Hi -
Actually, we have discussed this before, in another thread. You appear to disagree with our choice to report errors via exceptions. That is fine, and you are not the only one to dislike exceptions. You are welcome to wrap our API, catch exceptions, and report them via std::error_code or a similar convention in your code. Had we written an API that returned error codes instead of exceptions, someone preferring exceptions would have found that choice distasteful as well.
To your question about why some of these functions both return a result and throw an exception, the answer is that these methods do in fact return something - an object from the mongocxx::result namespace that describes the result of the database operation, assuming that it did not fail and raise an exception. This in fact is one of the things that pushed us towards using exceptions: had we not done so, the return slot would have been consumed by the error reporting object, and we would have been required to either:
- Return 'fat' results that contained both successful operation results and error codes, only some subset of which fields would have been valid or meaningful for any one operation.
- Return a std::tuple, std::pair, or something more like the proposed std::expected or Variant/Either type containing both/either the result and/or the error.
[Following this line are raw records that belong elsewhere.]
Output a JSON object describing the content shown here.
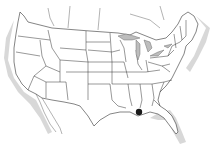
{
  "map": {
    "title": "",
    "region": "United States (contiguous) with state boundaries",
    "highlight": {
      "label": "",
      "location": "southeast Louisiana",
      "color": "#1a1a1a",
      "x": 139,
      "y": 112
    },
    "colors": {
      "land": "#ffffff",
      "border": "#333333",
      "coast_shadow": "#d8d8d8",
      "lakes": "#bdbdbd"
    }
  }
}
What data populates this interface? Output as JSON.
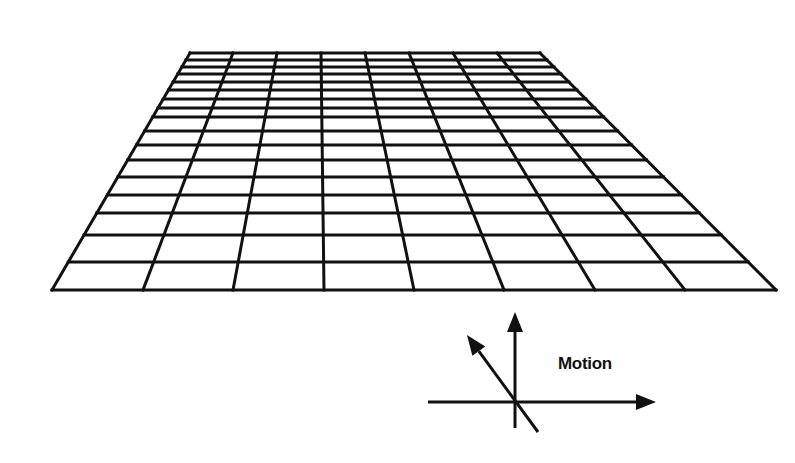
{
  "figure": {
    "colors": {
      "line": "#111111",
      "background": "#ffffff"
    }
  },
  "grid": {
    "corners": {
      "top_left": [
        190,
        53
      ],
      "top_right": [
        540,
        53
      ],
      "bottom_left": [
        52,
        290
      ],
      "bottom_right": [
        776,
        290
      ]
    },
    "columns": 8,
    "top_x": [
      190,
      233,
      277,
      321,
      365,
      409,
      453,
      497,
      540
    ],
    "bottom_x": [
      52,
      143,
      233,
      324,
      414,
      504,
      595,
      685,
      776
    ],
    "row_y": [
      53,
      60,
      67,
      74,
      82,
      90,
      99,
      108,
      117,
      131,
      145,
      160,
      177,
      195,
      213,
      235,
      262,
      290
    ]
  },
  "axes": {
    "origin": [
      515,
      402
    ],
    "vertical": {
      "from": [
        515,
        428
      ],
      "to": [
        515,
        312
      ]
    },
    "horizontal": {
      "from": [
        428,
        402
      ],
      "to": [
        656,
        402
      ]
    },
    "diagonal": {
      "from": [
        538,
        432
      ],
      "to": [
        467,
        335
      ]
    }
  },
  "label": {
    "text": "Motion",
    "x": 558,
    "y": 354
  }
}
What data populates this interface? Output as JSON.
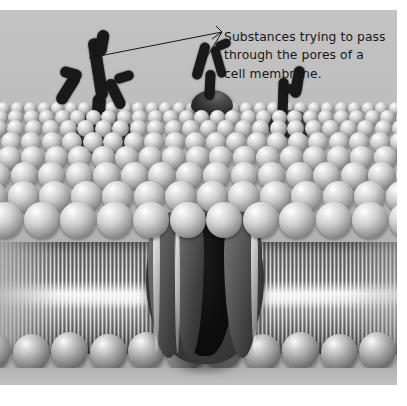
{
  "figure": {
    "background_color": "#ffffff",
    "plate_color": "#b9b9b9",
    "ink_color": "#17171a"
  },
  "annotation": {
    "full_text": "Substances trying to pass through the pores of a cell membrane.",
    "lines": [
      "Substances trying to pass",
      "through the pores of a",
      "cell membrane."
    ],
    "leader_lines": 2
  },
  "structures": {
    "membrane_label": "phospholipid bilayer",
    "pore_label": "membrane pore protein",
    "substance_label": "substance molecule"
  },
  "substances": [
    {
      "name": "substance-left",
      "x": 52,
      "y": 18
    },
    {
      "name": "substance-middle",
      "x": 183,
      "y": 38
    },
    {
      "name": "substance-right",
      "x": 266,
      "y": 62
    }
  ],
  "chart_data": {
    "type": "diagram",
    "title": "Substances trying to pass through the pores of a cell membrane.",
    "elements": [
      {
        "id": "upper-head-layer",
        "kind": "sphere-field",
        "rows": 8,
        "description": "phospholipid head groups, top leaflet"
      },
      {
        "id": "tail-layer",
        "kind": "striation-band",
        "description": "hydrophobic fatty acid tails"
      },
      {
        "id": "lower-head-layer",
        "kind": "sphere-row",
        "count": 11,
        "description": "phospholipid head groups, bottom leaflet"
      },
      {
        "id": "pore",
        "kind": "protein-channel",
        "subunits": 3,
        "description": "transmembrane pore"
      },
      {
        "id": "substance-left",
        "kind": "branched-molecule",
        "branches": 4
      },
      {
        "id": "substance-middle",
        "kind": "branched-molecule",
        "branches": 3
      },
      {
        "id": "substance-right",
        "kind": "branched-molecule",
        "branches": 2
      }
    ]
  }
}
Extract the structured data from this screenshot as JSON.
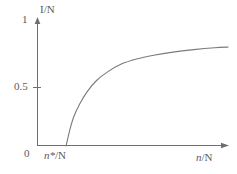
{
  "chart_data": {
    "type": "line",
    "title": "",
    "xlabel": "n/N",
    "ylabel": "I/N",
    "xlim": [
      0,
      1
    ],
    "ylim": [
      0,
      1
    ],
    "grid": false,
    "legend": null,
    "x_tick_labels": [
      "0",
      "n*/N"
    ],
    "y_tick_labels": [
      "0",
      "0.5",
      "1"
    ],
    "y_ticks": [
      0,
      0.5,
      1
    ],
    "annotations": [
      "n*/N"
    ],
    "series": [
      {
        "name": "infected fraction",
        "comment": "rises from zero at the epidemic threshold n*/N and saturates near 0.8",
        "x": [
          0.15,
          0.17,
          0.19,
          0.22,
          0.26,
          0.31,
          0.37,
          0.44,
          0.52,
          0.61,
          0.71,
          0.82,
          0.93,
          1.0
        ],
        "y": [
          0.0,
          0.13,
          0.23,
          0.33,
          0.43,
          0.52,
          0.59,
          0.65,
          0.69,
          0.72,
          0.745,
          0.765,
          0.78,
          0.785
        ]
      }
    ]
  },
  "labels": {
    "y_one": "1",
    "y_half": "0.5",
    "y_zero": "0",
    "y_axis_title": "I/N",
    "x_axis_title_italic": "n",
    "x_axis_title_rest": "/N",
    "x_threshold_italic": "n*",
    "x_threshold_rest": "/N"
  },
  "colors": {
    "background": "#ffffff",
    "axis": "#6e6e6e",
    "curve": "#7a7a7a",
    "text": "#5a5a5a"
  }
}
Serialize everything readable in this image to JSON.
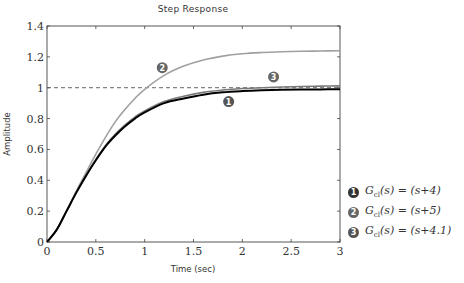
{
  "chart_data": {
    "type": "line",
    "title": "Step Response",
    "xlabel": "Time (sec)",
    "ylabel": "Amplitude",
    "xlim": [
      0,
      3
    ],
    "ylim": [
      0,
      1.4
    ],
    "xticks": [
      0,
      0.5,
      1,
      1.5,
      2,
      2.5,
      3
    ],
    "xtick_labels": [
      "0",
      "0.5",
      "1",
      "1.5",
      "2",
      "2.5",
      "3"
    ],
    "yticks": [
      0,
      0.2,
      0.4,
      0.6,
      0.8,
      1,
      1.2,
      1.4
    ],
    "ytick_labels": [
      "0",
      "0.2",
      "0.4",
      "0.6",
      "0.8",
      "1",
      "1.2",
      "1.4"
    ],
    "grid": false,
    "reference_line": {
      "y": 1.0,
      "style": "dashed"
    },
    "x": [
      0,
      0.1,
      0.2,
      0.3,
      0.4,
      0.5,
      0.6,
      0.7,
      0.8,
      0.9,
      1.0,
      1.2,
      1.4,
      1.6,
      1.8,
      2.0,
      2.2,
      2.4,
      2.6,
      2.8,
      3.0
    ],
    "series": [
      {
        "name": "1",
        "label": "G_cl(s) = (s+4)",
        "color": "#000000",
        "values": [
          0,
          0.08,
          0.2,
          0.32,
          0.43,
          0.53,
          0.62,
          0.69,
          0.75,
          0.8,
          0.84,
          0.9,
          0.93,
          0.955,
          0.97,
          0.978,
          0.983,
          0.986,
          0.988,
          0.989,
          0.99
        ]
      },
      {
        "name": "2",
        "label": "G_cl(s) = (s+5)",
        "color": "#a0a0a0",
        "values": [
          0,
          0.08,
          0.2,
          0.33,
          0.45,
          0.57,
          0.68,
          0.78,
          0.86,
          0.93,
          0.99,
          1.08,
          1.14,
          1.18,
          1.205,
          1.22,
          1.228,
          1.233,
          1.236,
          1.238,
          1.24
        ]
      },
      {
        "name": "3",
        "label": "G_cl(s) = (s+4.1)",
        "color": "#7a7a7a",
        "values": [
          0,
          0.08,
          0.2,
          0.32,
          0.43,
          0.535,
          0.625,
          0.7,
          0.76,
          0.81,
          0.85,
          0.91,
          0.945,
          0.97,
          0.985,
          0.995,
          1.0,
          1.005,
          1.008,
          1.01,
          1.012
        ]
      }
    ],
    "annotations": [
      {
        "marker": "2",
        "x": 1.18,
        "y": 1.13
      },
      {
        "marker": "3",
        "x": 2.32,
        "y": 1.07
      },
      {
        "marker": "1",
        "x": 1.86,
        "y": 0.91
      }
    ],
    "legend_position": "right"
  },
  "legend": {
    "items": [
      {
        "marker": "1",
        "fn": "G",
        "sub": "cl",
        "arg": "(s)",
        "rhs": "= (s+4)",
        "color": "#333333"
      },
      {
        "marker": "2",
        "fn": "G",
        "sub": "cl",
        "arg": "(s)",
        "rhs": "= (s+5)",
        "color": "#666666"
      },
      {
        "marker": "3",
        "fn": "G",
        "sub": "cl",
        "arg": "(s)",
        "rhs": "= (s+4.1)",
        "color": "#555555"
      }
    ]
  }
}
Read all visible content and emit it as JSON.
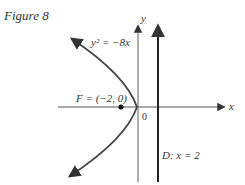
{
  "figure": {
    "caption": "Figure 8",
    "equation_label": "y² = −8x",
    "focus_label": "F = (−2, 0)",
    "origin_label": "0",
    "directrix_label": "D: x = 2",
    "x_axis_label": "x",
    "y_axis_label": "y"
  },
  "colors": {
    "curve": "#444444",
    "axis": "#555555",
    "directrix": "#222222",
    "text": "#333333"
  },
  "geometry": {
    "parabola": "y^2 = -8x",
    "focus": [
      -2,
      0
    ],
    "directrix_x": 2,
    "vertex": [
      0,
      0
    ]
  }
}
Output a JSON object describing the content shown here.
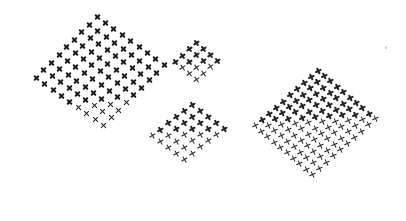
{
  "canvas": {
    "width": 406,
    "height": 221,
    "background": "#ffffff"
  },
  "clusters": [
    {
      "name": "cluster-top-left",
      "origin": [
        97,
        17
      ],
      "u": [
        8.4,
        6.0
      ],
      "v": [
        -7.6,
        7.6
      ],
      "cols": 9,
      "rows": 9,
      "color": "#1a1a1a",
      "fade_start": 0.75,
      "mark_rotation": 0
    },
    {
      "name": "cluster-top-middle",
      "origin": [
        196,
        42
      ],
      "u": [
        7.0,
        6.0
      ],
      "v": [
        -7.0,
        6.5
      ],
      "cols": 4,
      "rows": 4,
      "color": "#222222",
      "fade_start": 0.6,
      "mark_rotation": 10
    },
    {
      "name": "cluster-bottom-middle",
      "origin": [
        192,
        104
      ],
      "u": [
        8.0,
        6.0
      ],
      "v": [
        -8.0,
        6.3
      ],
      "cols": 5,
      "rows": 6,
      "color": "#222222",
      "fade_start": 0.5,
      "mark_rotation": 15
    },
    {
      "name": "cluster-right",
      "origin": [
        318,
        70
      ],
      "u": [
        6.4,
        5.4
      ],
      "v": [
        -7.0,
        6.2
      ],
      "cols": 10,
      "rows": 10,
      "color": "#222222",
      "fade_start": 0.45,
      "mark_rotation": 20
    }
  ],
  "specks": [
    [
      385,
      46
    ]
  ]
}
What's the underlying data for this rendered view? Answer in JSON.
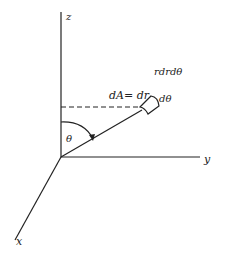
{
  "diagram": {
    "title": "",
    "axes": {
      "z_label": "z",
      "y_label": "y",
      "x_label": "x"
    },
    "labels": {
      "element_area": "rdrdθ",
      "dA": "dA= dr",
      "dtheta": "dθ",
      "theta": "θ"
    },
    "colors": {
      "ink": "#222222",
      "background": "#ffffff"
    }
  }
}
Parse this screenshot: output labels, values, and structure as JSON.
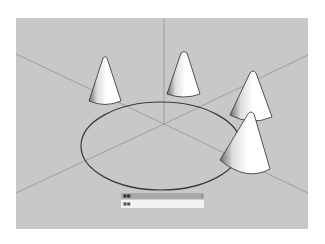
{
  "viewport": {
    "background": "#c8c8c8",
    "axis_color": "#8c8c8c",
    "circle_color": "#3a3a3a",
    "cones": [
      {
        "name": "cone-left",
        "cx": 89,
        "base_y": 83,
        "apex_y": 40,
        "half_width": 16
      },
      {
        "name": "cone-top-center",
        "cx": 168,
        "base_y": 76,
        "apex_y": 34,
        "half_width": 16
      },
      {
        "name": "cone-right-back",
        "cx": 237,
        "base_y": 98,
        "apex_y": 53,
        "half_width": 19
      },
      {
        "name": "cone-right-front",
        "cx": 235,
        "base_y": 156,
        "apex_y": 93,
        "half_width": 25
      }
    ]
  },
  "vcb": {
    "label": "■■",
    "close": "x",
    "value": "■■"
  }
}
- Use out parameters for the database results.
None of these seemed like a better choice than simply using exceptions, which have the added benefit that users are forced to deal with them due to the non-local flow of control they impose. Error returns can be ignored.
Finally, you ask why the return value is an optional object. We return an optional object because in some write concern modes (notable w:0 a.k.a unacknowledged mode) the database does not return a result. By returning an optional result, we can model that situation. In practice, the C++11 driver does not currently do this, because of a bug in the underlying C driver (see
https://jira.mongodb.org/browse/CXX-894). When that bug is fixed, the C++11 driver will sometimes return disengaged optional results.
I'm happy to provide more details on any of the above points if you are curious.